Smelly weed isn’t going anywhere, but I’m thinking there will be a lot of smokers who prefer a milder scent and the market will provide it.


There are already strains that have low(er) odor while growing (https://www.royalqueenseeds.com/blog-top-5-low-odour-cannabi...). But most people that smoke pot enjoy the unique smell of marijuana.

There are ways around the smell being an issue. Growing indoors, it is quite easy to filter out the smell with activated charcoal filtration, which is how it was done when it was illegal and smelling up your block was a nice way to get caught. The problem is arising from outdoor grows and greenhouse grows which don't treat the smell and can't really in a cost-effective way since they would need to filter all of the air.
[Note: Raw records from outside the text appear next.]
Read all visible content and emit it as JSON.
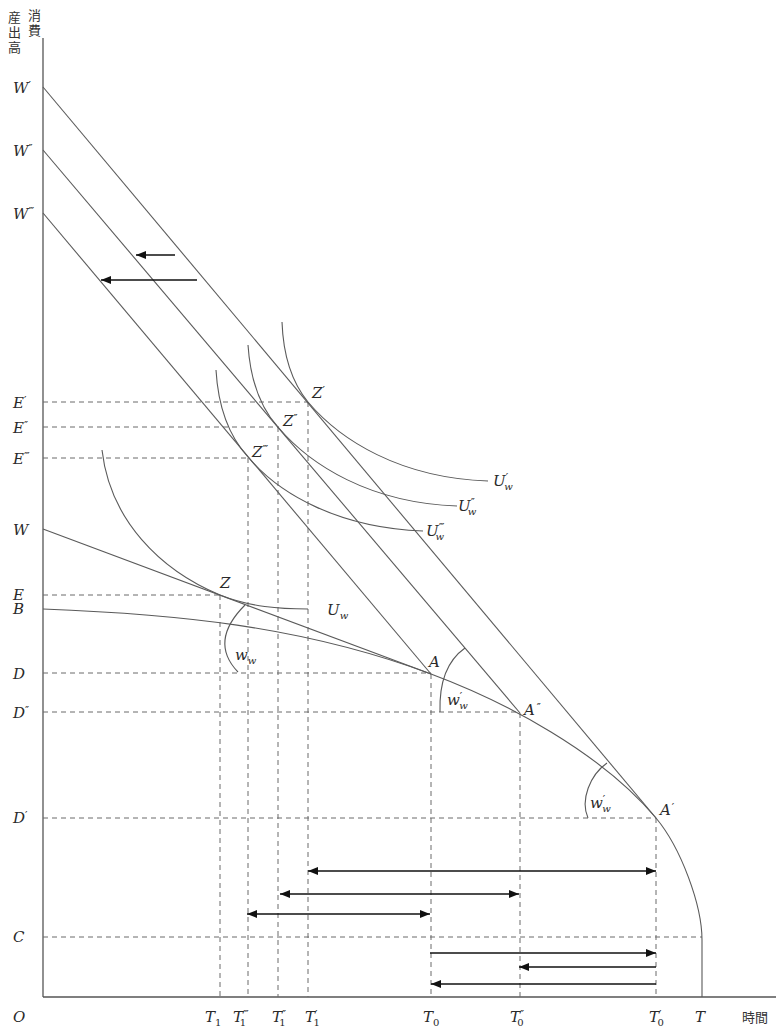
{
  "axis": {
    "y_title_col1": [
      "産",
      "出",
      "高"
    ],
    "y_title_col2": [
      "消",
      "費"
    ],
    "x_title": "時間",
    "origin": "O"
  },
  "y_axis_labels": [
    {
      "base": "W",
      "mark": "′"
    },
    {
      "base": "W",
      "mark": "″"
    },
    {
      "base": "W",
      "mark": "‴"
    },
    {
      "base": "E",
      "mark": "′"
    },
    {
      "base": "E",
      "mark": "″"
    },
    {
      "base": "E",
      "mark": "‴"
    },
    {
      "base": "W",
      "mark": ""
    },
    {
      "base": "E",
      "mark": ""
    },
    {
      "base": "B",
      "mark": ""
    },
    {
      "base": "D",
      "mark": ""
    },
    {
      "base": "D",
      "mark": "″"
    },
    {
      "base": "D",
      "mark": "′"
    },
    {
      "base": "C",
      "mark": ""
    }
  ],
  "x_axis_labels": [
    {
      "base": "T",
      "sub": "1",
      "mark": ""
    },
    {
      "base": "T",
      "sub": "1",
      "mark": "‴"
    },
    {
      "base": "T",
      "sub": "1",
      "mark": "″"
    },
    {
      "base": "T",
      "sub": "1",
      "mark": "′"
    },
    {
      "base": "T",
      "sub": "0",
      "mark": ""
    },
    {
      "base": "T",
      "sub": "0",
      "mark": "″"
    },
    {
      "base": "T",
      "sub": "0",
      "mark": "′"
    },
    {
      "base": "T",
      "sub": "",
      "mark": ""
    }
  ],
  "point_labels": [
    {
      "base": "Z",
      "mark": "′"
    },
    {
      "base": "Z",
      "mark": "″"
    },
    {
      "base": "Z",
      "mark": "‴"
    },
    {
      "base": "Z",
      "mark": ""
    },
    {
      "base": "A",
      "mark": ""
    },
    {
      "base": "A",
      "mark": "″"
    },
    {
      "base": "A",
      "mark": "′"
    }
  ],
  "curve_labels": [
    {
      "base": "U",
      "mark": "′",
      "sub": "w"
    },
    {
      "base": "U",
      "mark": "″",
      "sub": "w"
    },
    {
      "base": "U",
      "mark": "‴",
      "sub": "w"
    },
    {
      "base": "U",
      "mark": "",
      "sub": "w"
    }
  ],
  "angle_labels": [
    {
      "base": "w",
      "mark": "",
      "sub": "w"
    },
    {
      "base": "w",
      "mark": "′",
      "sub": "w"
    },
    {
      "base": "w",
      "mark": "′",
      "sub": "w"
    }
  ],
  "colors": {
    "line": "#5a5a5a",
    "arrow": "#111111",
    "guide": "#6a6a6a"
  }
}
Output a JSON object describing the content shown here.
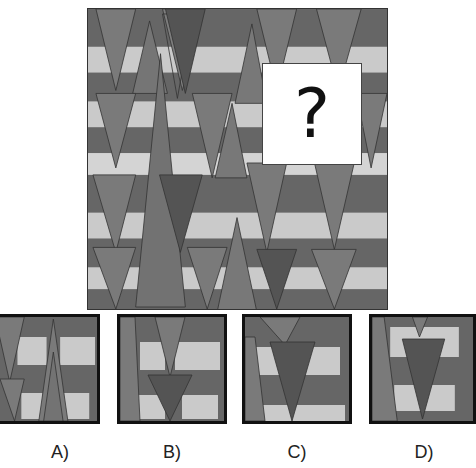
{
  "puzzle": {
    "type": "visual-pattern-completion",
    "missing_marker": "?",
    "colors": {
      "band_dark": "#666666",
      "band_light": "#cacaca",
      "triangle_mid": "#7a7a7a",
      "triangle_dark": "#545454",
      "outline": "#333333"
    }
  },
  "options": [
    {
      "id": "A",
      "label": "A)"
    },
    {
      "id": "B",
      "label": "B)"
    },
    {
      "id": "C",
      "label": "C)"
    },
    {
      "id": "D",
      "label": "D)"
    }
  ]
}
I wonder if this is worse than living near a hog farm?


As a former resident of Indiana, no, it's not. Different, yes, but nothing is quite as bad as a holding pond at a hog farm on a hot summer's day.


Oh yes, there are worse things: chicken farms. Hog farms are certainly smelly but chicken farms are... disgusting in a way all of their own, a nauseating smell which makes you glad you did not eat a big lunch. I've lived on a (small scale) hog farm - studying at an agricultural university, being in need of a place to live and finding a farmer who had a cabin on his farm ready for rent leads to such - and have cycled through areas with chicken farms.

I studied forestry and know what I prefer on a hot summer's day, the orangey tang of a Douglas fir stand or the resinous smell in a pine forest on sandy soil are infinitely preferable over both hogs and chickens. Or weed, for that matter.


I'll never forget the first time I smelled a soggy goat farm on a hot day.


Nothing can make shit and rotting carcasses smell good. A lot of people think weed smells amazing. I love the smell. As another poster said, it's like anything else you enjoy. I like the smell of coffee, beer, freshly-cut wood, etc. Mostly because of the memories they invoke. Same with cannabis.


After I quit, the way I perceive the smell of weed did a complete 180. It now smells like dirty socks, a smell I'd rather not get in my nose.


I've wondered if whether the decriminalization and/or legalization of marijuana would eventually lead to people selectively growing strains that don't smell as strong. I guess that it's not a priority for the people that partake, and therefore not a priority for the producers.


I believe low smell would be prefered for illegal grows as it attracts attention.


Easily controlled via requiring growers to use carbon air filters. They are quite effective. It obviously won't help with the outdoor grows, but most grown in cities isn't grown outdoors.


its no where near as bad as a paper mill


I think that's the point, though: legal marijuana farms are an industrial process. The fact that we can put them in the same category as a paper mill is noteworthy.

I'd agree that they're less offensive to the sense of smell than paper mills, or dog food manufacturing, or any number of other large scale commercial operations. But now that recreational marijuana is legal in so many places we have to consider (and regulate) it like the industrial process that it is.


I went to college in a town that was wedged between a paper mill and a massive brewery of cheap malt liquor. They were both pretty bad.


How do they compare to slaughterhouses and sheep farms?


I went to college in Kenosha, WI (North of Chicago, South of Milwaukee) -- and they have cabbage patch farms around the area.

The stench coming from those farms, woowee!


activated carbon ventilation filters, maybe? The world’s biggest sploof.

open-air farming is harder to handle. I grew up a few miles away from a pig farm, and late august was unavoidably...special. You get used to it, but the first hot end of summer day was a salient experience.


Those specific respirator filters only do light organic vapors (as opposed to say the 3M 6001 cartridge), so the smell can't be that bad.